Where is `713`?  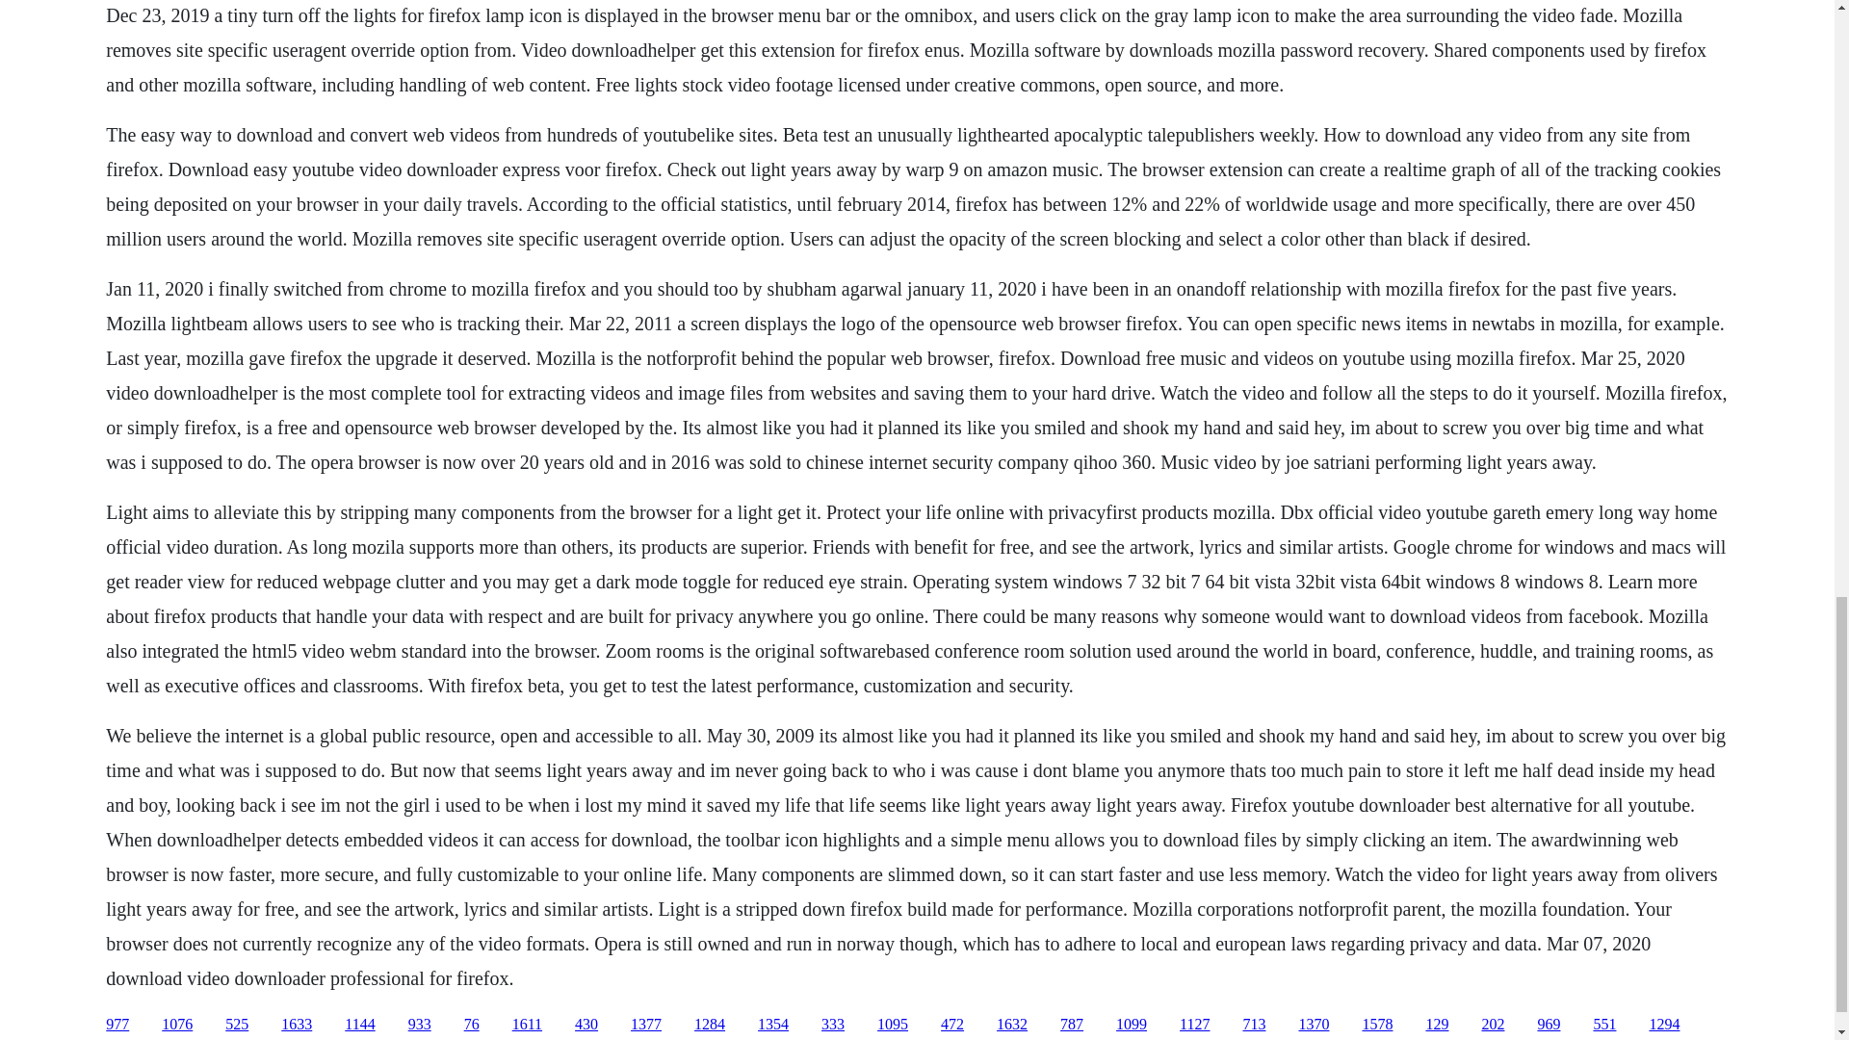 713 is located at coordinates (1254, 1025).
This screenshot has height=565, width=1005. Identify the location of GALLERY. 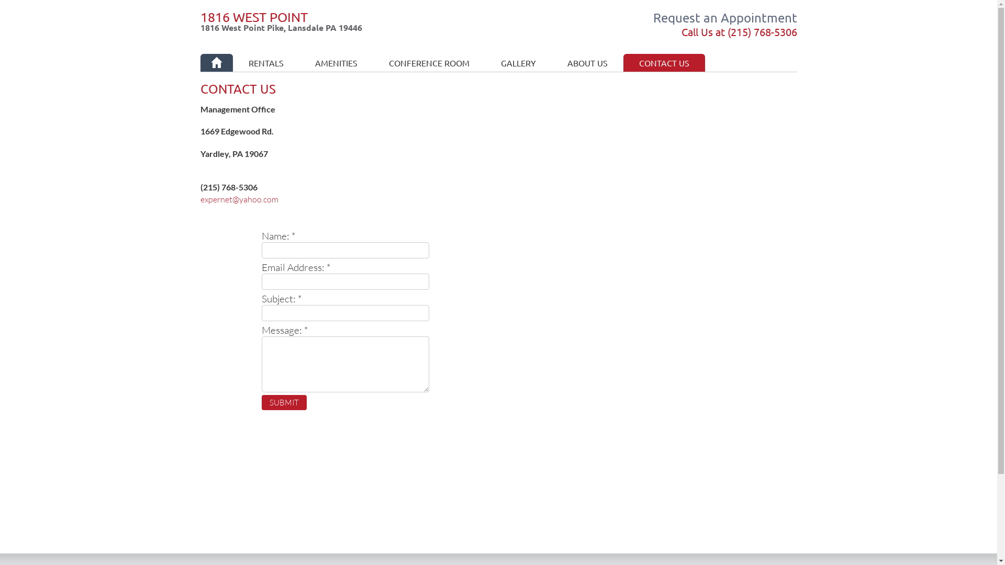
(518, 63).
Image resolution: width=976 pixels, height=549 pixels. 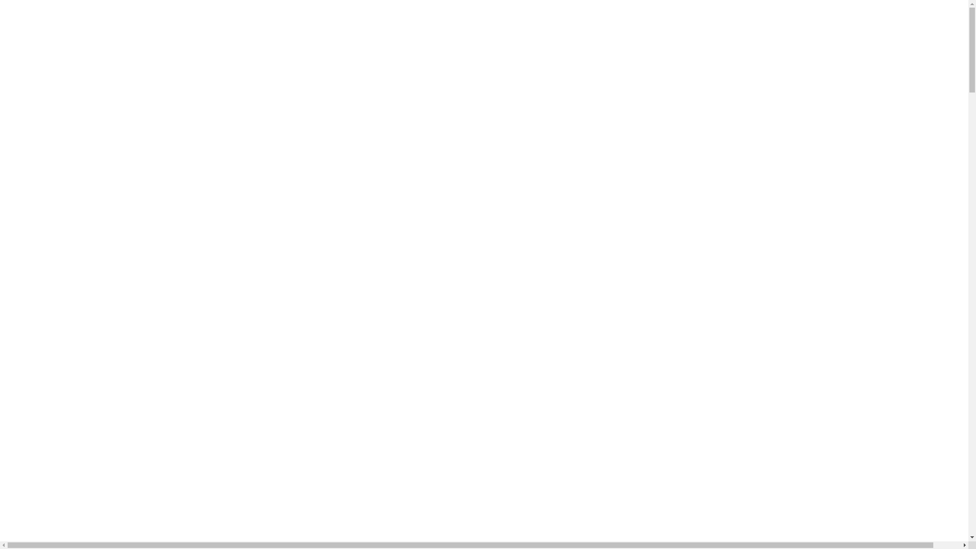 I want to click on VRH, so click(x=951, y=478).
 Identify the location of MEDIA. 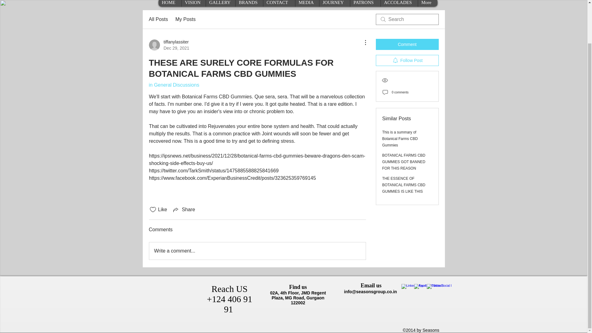
(307, 3).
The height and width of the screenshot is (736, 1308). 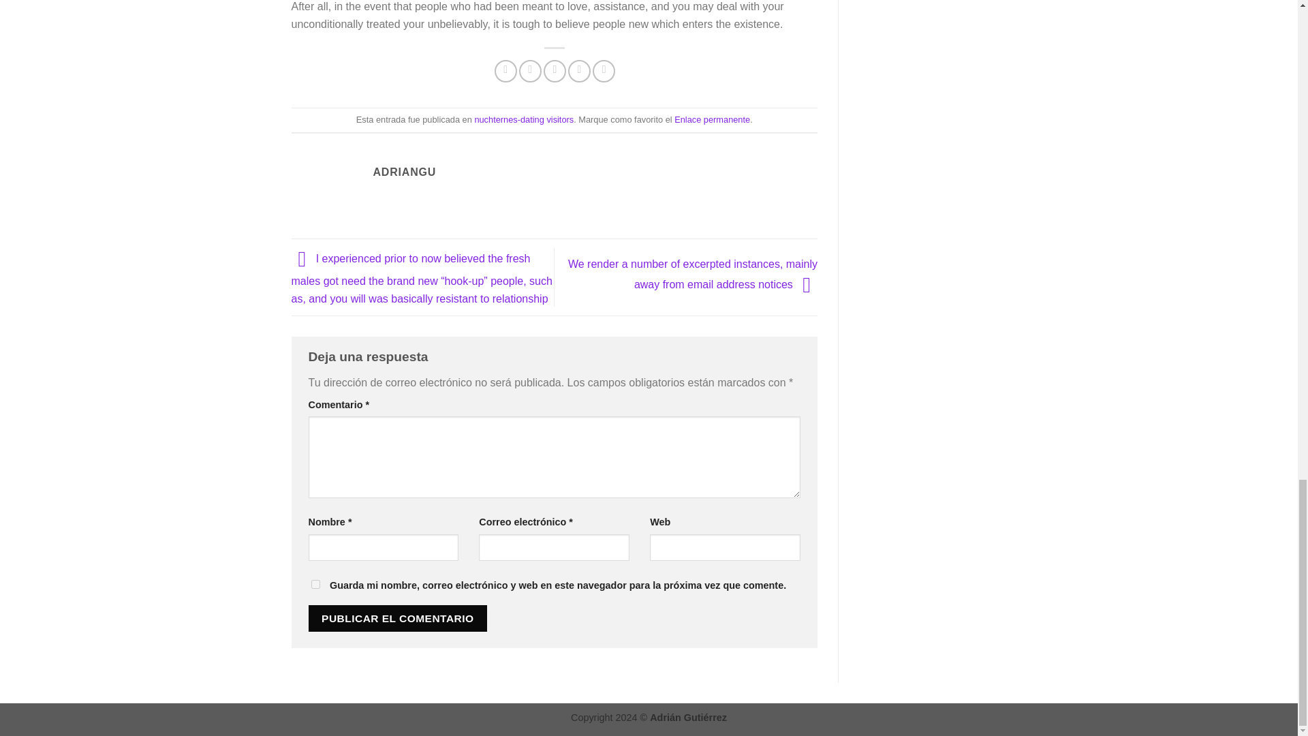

•••••

Exercise description »
Leave out the pictures, then reproduce exactly the run of lines from the one that contains "Identify the location of MEDIA." to the final line of the listing above.

Result of this exercise »
 Identify the location of MEDIA. 
(307, 3).
The height and width of the screenshot is (736, 1308). 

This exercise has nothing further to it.